Accompanying the reinforcement in the production department is a newfound focus in the songwriting; nearly all of the experimental scribbles from older albums have been dropped in favour of—gasp!—fairly straightforward verse-chorus-verse pop structures. And again, the Blow score a bullseye. The slinky, seductive qualities of earlier Blow albums tended toward the subliminal, expressed most effectively in breathy sighs and burbling electronic riffs. On Paper Television those qualities get more play, especially on songs like the siren’s call of “Pardon Me,” aka “The Blow’s Late Night Dance Party Extravaganza.” Everything about this song is sex, from the lyrics (”there was a lot of sweat” indeed) to the relentless beats to the awesome flute-loop breakdown.

The biggest problem with earlier Blow albums was the faint whiff of awkwardness about the proceedings; Maricich could never quite sell material like “What Tom Said About Girls,” a rap track that couldn’t escape the occasional hints of hesitation and the bedroom-pop sound. But Paper Television hits the ground running and almost never lets up; “Pile of Gold” and “The Long List of Girls” more than make up for the lost potential in “What Tom Said About Girls.” On the more traditional indiepop side of the ledger, the Blow offer up “Parentheses” and “Babay,” the closest they’ve come to the ideal Maricich has been chasing with earlier songs like “Jet Ski Accidents” and “A Night Full of Open Eyes.”

“You don’t know this,” Maricich once said during a show, “but most songs by pop stars are written by indie girls.” The crowd probably thought that was a joke too, but listen to Paper Television and you’ll come away a believer.

Death In Vegas
Dirge
The Contino Sessions (1999)

Overshadowed by the Crystal Method in their heyday and largely relegated to soundtracks and commercials like so many other electronic artists, Death In Vegas’s story is not particularly unique on the surface.
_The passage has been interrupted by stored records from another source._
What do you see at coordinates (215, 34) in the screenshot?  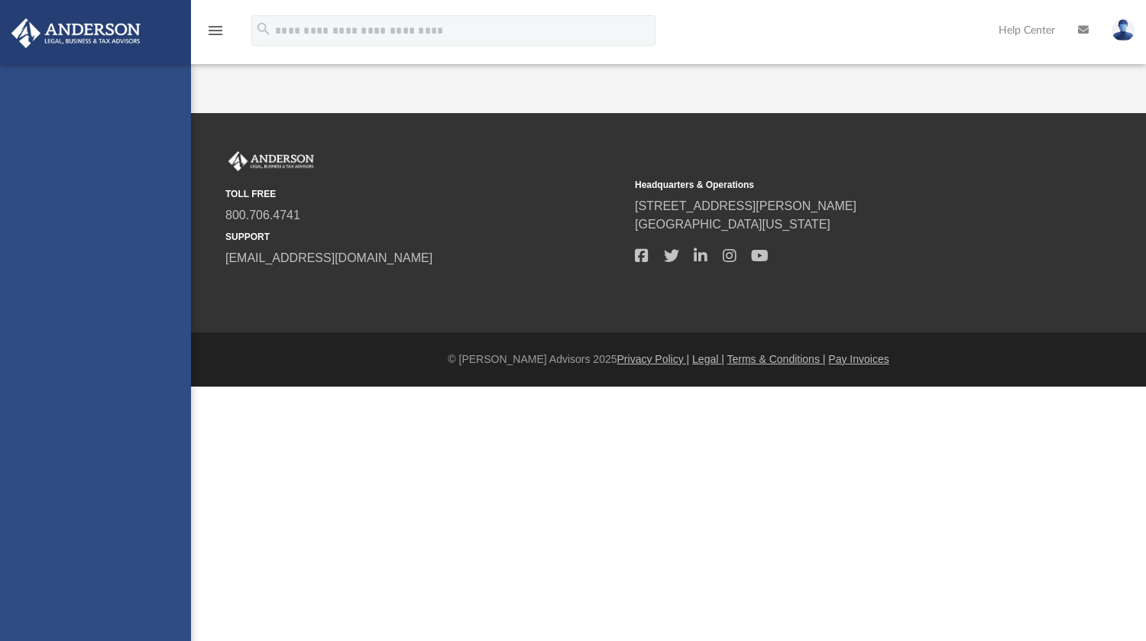 I see `a: menu` at bounding box center [215, 34].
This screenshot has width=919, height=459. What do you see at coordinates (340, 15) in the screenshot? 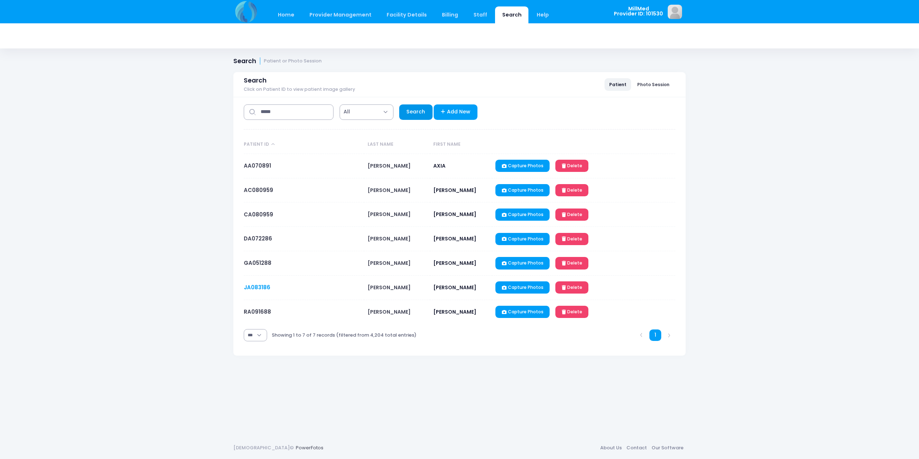
I see `a: Provider Management` at bounding box center [340, 15].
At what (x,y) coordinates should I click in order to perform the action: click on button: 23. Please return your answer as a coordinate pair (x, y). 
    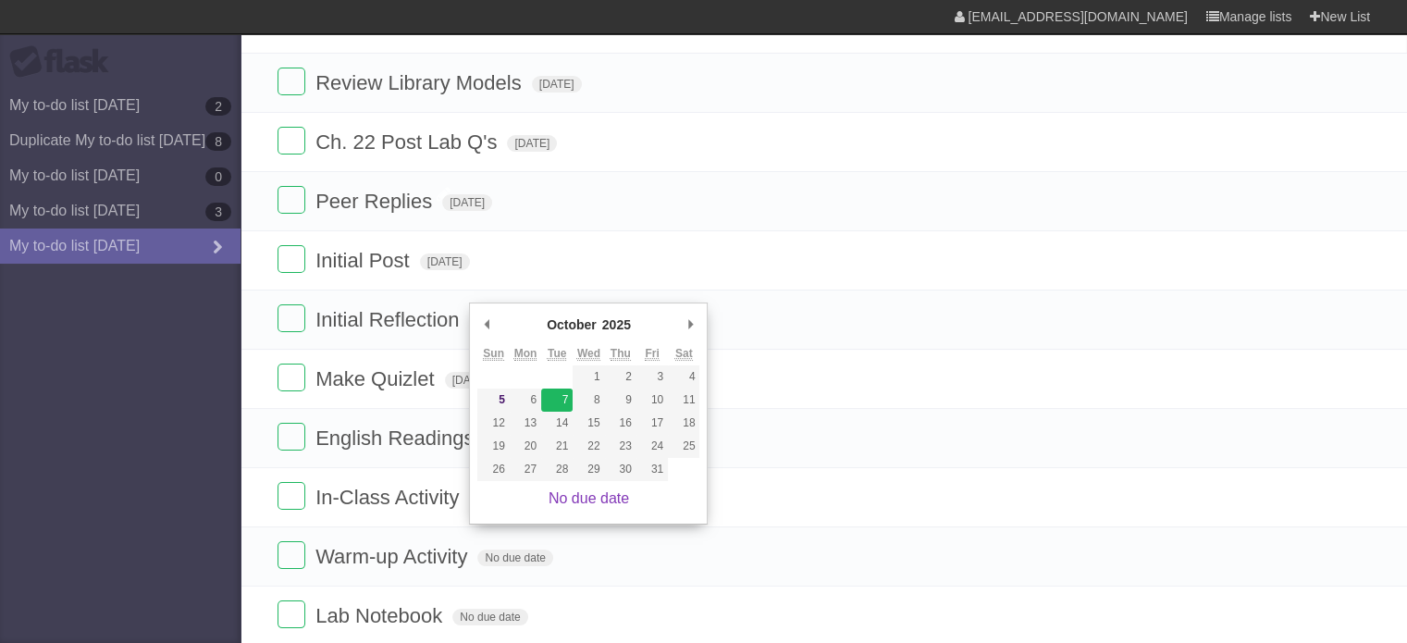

Flirting with the boundary between rock and electronica, Death In Vegas has never received much attention for their proficiency with either, so it’s easy to overlook the quirks that pop up throughout their career. They’ve hosted a night at the Barbican in London about surf movies, for example. Their third album, Scorpio Rising, takes its name from a little-seen short film by Kenneth Anger that mixed together fascinations with fascist imagery and leather fetishism—a slightly leftfield choice for an album name. And then there’s the small matter of the video for “Dirge,” one of the band’s more recognizable songs. Featuring the hypnotic vocals of Dot Allison, “Dirge” is six minutes of relentless build-up, and though its structure is extremely simple—essentially two chords and a single refrain repeated over and over—it is intensely menacing and affecting.

“Dirge” is not exactly what you’d call radio material; it’s far too long and sounds like the soundtrack to someone being stalked and murdered. And yet it was released as a single, with not one but two videos eventually accompanying it. The second video features a clipped version of the track playing over elegantly shot but slightly creepy scenes of ballroom dancing. But the first is more interesting; shot with a budget of £200 for a film festival, the original six-minute video features a slightly different cut of the album version. The visuals are simply a series of stark portraits of Americans killed by guns during the course of a single day.